E-mail and the interweb are big sources of entertainment...and I’m not talking about cat videos, entertaining as those are. No, I mean the regular stuff that lands in my inbox or otherwise drifts across my monitor. Like what, you ask? Why, I just happen to have some examples!
First, another item for our Did Nobody Read This Before it Got Sent Out? category (previous entries may be found here, here, and here:
As you will not, even though the authors of this survey did not, all of their age categories overlap. It so happens that I am 54: do I chose 45-54. which includes my age, or 54-60, which...um, includes my age? Even though I am a few days past the halfway mark to my next birthday, I decided to chose 45-54, as you see. But had someone taken two seconds to think about it, he or she would have edited out the overlaps.
Now here’s this handy “Helps and Hints” box from a student aid form that we filled out last weekend:
Ah, I see: When it asks for “student’s first name,” we must “enter the student’s first name.” My, that is helpful to know! But “Helps and Hints” doesn’t tell us what to do if we happened to have given our child a name that doesn’t “contain only letters (A-Z), numbers (0-9), periods (.), or blanks (spaces)”—you know, if we named our kids J@net or £loyd or something. Apparently “Helps and Hints” only take you so far.
The strangeness of Twitter—and the whole social networking arena—is practically without limit, but this notice that landed in my inbox a day or two ago is the most intriguing one I’ve seen in quite some time. And by “intriguing,” I of course mean “strange”:
So this very attractive young woman (if in fact it is a woman, or young. The person in the picture is both of those things, but you’ll have to take my word for it, and one has no way of knowing whether various profile photos are legit or scanned from a magazine) wants to meet “anyone in the Baltimore area,” even though she seems to live in Indianapolis. Huh. Well, she does say she’s new to “the area,” so maybe she just landed in Baltimore and hasn’t yet changed her profile to reflect that. Okay. But here’s the next puzzler: As of the day this arrived in my mailbox, she had posted a grand total of two, count ’em, two tweets...and yet she somehow has 107 followers! I get that there’s a whole contingent of Twitterers for whom the object of the game is to amass as many followers as possible, no matter what (quantity trumps quality, evidently), and that supposedly there is a bizarre etiquette (to which I do not subscribe: see here) that says if someone follows you you are honor bound to follow back. But why would I be the least bit interested in following someone who doesn’t seem to tweet anything? I don’t get it at all.
But I bet by now she has twice as many followers.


EXERCISE OBJECTIVE: Repeat exactly, and only, the lines from the one containing "is (1133, 503)." through the end of the records.

SUPPLIED RECORDS:
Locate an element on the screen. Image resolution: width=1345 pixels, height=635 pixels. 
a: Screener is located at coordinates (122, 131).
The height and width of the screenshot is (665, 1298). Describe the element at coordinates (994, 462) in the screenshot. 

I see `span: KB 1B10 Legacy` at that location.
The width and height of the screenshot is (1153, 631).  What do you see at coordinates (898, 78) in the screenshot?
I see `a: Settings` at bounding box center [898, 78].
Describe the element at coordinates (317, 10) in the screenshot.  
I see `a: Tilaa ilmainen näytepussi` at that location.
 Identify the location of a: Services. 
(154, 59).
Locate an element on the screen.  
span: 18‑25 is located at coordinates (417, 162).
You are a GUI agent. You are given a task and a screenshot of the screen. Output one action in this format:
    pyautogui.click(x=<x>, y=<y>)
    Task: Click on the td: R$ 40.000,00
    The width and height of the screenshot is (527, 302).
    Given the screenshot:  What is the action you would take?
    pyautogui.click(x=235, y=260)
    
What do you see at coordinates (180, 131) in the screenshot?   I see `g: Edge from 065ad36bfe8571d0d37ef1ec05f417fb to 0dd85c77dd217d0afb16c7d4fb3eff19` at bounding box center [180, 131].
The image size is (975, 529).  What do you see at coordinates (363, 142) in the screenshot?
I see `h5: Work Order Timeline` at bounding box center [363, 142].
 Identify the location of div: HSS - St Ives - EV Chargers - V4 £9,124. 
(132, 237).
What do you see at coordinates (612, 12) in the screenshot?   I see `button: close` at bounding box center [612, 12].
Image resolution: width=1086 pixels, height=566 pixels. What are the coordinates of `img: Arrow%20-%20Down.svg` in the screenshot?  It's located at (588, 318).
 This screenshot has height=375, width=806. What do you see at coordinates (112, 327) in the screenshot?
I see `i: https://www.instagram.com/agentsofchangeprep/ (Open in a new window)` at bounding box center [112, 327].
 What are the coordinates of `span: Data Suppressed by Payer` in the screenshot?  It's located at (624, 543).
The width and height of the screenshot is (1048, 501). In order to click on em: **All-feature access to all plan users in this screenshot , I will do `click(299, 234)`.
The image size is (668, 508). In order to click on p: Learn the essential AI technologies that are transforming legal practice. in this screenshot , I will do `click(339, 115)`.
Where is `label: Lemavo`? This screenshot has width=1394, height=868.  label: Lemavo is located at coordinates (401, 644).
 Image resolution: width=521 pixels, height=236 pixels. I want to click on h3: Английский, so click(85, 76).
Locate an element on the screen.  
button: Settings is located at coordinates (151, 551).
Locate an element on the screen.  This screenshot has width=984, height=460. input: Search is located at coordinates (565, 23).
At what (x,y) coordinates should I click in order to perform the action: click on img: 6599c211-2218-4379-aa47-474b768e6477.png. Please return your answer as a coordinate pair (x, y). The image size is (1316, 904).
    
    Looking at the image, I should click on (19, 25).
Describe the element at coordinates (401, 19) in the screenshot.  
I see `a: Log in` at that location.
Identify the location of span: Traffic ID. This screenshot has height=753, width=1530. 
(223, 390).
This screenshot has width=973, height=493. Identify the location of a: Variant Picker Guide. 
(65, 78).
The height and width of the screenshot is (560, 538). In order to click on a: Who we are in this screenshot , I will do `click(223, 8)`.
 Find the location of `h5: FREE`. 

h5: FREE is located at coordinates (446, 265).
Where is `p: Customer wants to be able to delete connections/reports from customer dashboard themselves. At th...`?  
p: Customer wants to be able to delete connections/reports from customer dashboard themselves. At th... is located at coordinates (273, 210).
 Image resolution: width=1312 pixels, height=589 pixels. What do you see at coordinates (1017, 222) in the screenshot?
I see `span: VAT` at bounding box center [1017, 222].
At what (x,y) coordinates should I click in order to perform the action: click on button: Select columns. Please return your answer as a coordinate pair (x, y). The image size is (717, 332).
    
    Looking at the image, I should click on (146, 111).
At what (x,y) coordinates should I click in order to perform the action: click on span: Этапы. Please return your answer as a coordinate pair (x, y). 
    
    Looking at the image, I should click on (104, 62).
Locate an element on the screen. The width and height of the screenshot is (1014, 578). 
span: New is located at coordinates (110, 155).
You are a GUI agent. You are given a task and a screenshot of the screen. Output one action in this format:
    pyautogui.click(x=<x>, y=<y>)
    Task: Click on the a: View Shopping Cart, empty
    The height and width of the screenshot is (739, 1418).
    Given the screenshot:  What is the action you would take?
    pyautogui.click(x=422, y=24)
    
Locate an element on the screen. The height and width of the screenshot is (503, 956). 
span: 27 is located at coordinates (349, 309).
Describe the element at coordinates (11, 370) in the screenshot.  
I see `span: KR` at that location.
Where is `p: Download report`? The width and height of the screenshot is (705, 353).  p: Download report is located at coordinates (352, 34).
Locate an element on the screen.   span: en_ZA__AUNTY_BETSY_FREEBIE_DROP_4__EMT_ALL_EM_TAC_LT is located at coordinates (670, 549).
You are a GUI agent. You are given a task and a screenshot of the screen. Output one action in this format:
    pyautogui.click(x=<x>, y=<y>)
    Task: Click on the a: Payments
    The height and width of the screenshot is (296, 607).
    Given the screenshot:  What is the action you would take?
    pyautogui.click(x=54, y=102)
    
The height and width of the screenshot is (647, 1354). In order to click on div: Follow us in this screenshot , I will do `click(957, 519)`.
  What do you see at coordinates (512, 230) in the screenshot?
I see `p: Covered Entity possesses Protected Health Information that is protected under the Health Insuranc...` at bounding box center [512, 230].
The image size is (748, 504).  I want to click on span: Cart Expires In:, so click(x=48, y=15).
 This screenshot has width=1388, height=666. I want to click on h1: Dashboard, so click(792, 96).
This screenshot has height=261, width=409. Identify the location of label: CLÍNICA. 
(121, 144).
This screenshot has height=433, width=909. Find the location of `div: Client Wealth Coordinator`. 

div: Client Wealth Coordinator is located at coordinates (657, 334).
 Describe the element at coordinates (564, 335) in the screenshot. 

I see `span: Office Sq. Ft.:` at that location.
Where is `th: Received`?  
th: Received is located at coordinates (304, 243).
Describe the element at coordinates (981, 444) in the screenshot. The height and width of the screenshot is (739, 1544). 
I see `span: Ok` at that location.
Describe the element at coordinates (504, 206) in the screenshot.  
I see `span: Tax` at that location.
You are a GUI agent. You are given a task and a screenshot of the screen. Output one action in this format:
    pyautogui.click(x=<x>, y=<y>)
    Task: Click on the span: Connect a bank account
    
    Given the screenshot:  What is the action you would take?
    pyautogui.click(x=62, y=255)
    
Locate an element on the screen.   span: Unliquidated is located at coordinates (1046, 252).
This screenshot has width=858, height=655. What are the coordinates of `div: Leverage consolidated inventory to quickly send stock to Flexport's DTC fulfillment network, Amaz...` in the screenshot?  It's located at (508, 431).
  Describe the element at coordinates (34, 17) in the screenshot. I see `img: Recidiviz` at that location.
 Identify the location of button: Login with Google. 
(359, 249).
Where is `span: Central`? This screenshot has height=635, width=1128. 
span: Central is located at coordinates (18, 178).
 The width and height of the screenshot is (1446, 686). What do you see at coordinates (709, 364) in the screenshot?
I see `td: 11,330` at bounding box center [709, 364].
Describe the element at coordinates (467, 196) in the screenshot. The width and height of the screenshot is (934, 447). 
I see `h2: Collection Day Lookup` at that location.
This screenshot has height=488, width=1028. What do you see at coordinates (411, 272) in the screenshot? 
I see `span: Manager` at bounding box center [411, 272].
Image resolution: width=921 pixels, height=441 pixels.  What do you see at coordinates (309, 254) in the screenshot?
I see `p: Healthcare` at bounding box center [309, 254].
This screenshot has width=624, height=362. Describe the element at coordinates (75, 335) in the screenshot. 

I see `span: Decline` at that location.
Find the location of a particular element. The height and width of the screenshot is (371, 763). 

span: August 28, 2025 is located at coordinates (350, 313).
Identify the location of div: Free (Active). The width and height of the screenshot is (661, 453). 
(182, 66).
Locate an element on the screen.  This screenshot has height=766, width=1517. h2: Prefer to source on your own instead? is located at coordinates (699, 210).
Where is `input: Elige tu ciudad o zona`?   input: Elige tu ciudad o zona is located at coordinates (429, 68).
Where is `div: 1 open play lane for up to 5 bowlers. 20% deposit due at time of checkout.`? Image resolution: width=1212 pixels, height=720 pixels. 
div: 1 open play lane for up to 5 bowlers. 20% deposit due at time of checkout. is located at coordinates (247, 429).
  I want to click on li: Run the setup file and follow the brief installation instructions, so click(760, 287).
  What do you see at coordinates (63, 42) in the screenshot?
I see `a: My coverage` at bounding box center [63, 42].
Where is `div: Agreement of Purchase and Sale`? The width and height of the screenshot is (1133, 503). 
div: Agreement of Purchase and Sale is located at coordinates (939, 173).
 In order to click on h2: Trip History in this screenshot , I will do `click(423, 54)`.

ANSWER FOR THE TASK:
Where is `div: Agreement of Purchase and Sale`? The width and height of the screenshot is (1133, 503). 
div: Agreement of Purchase and Sale is located at coordinates (939, 173).
 In order to click on h2: Trip History in this screenshot , I will do `click(423, 54)`.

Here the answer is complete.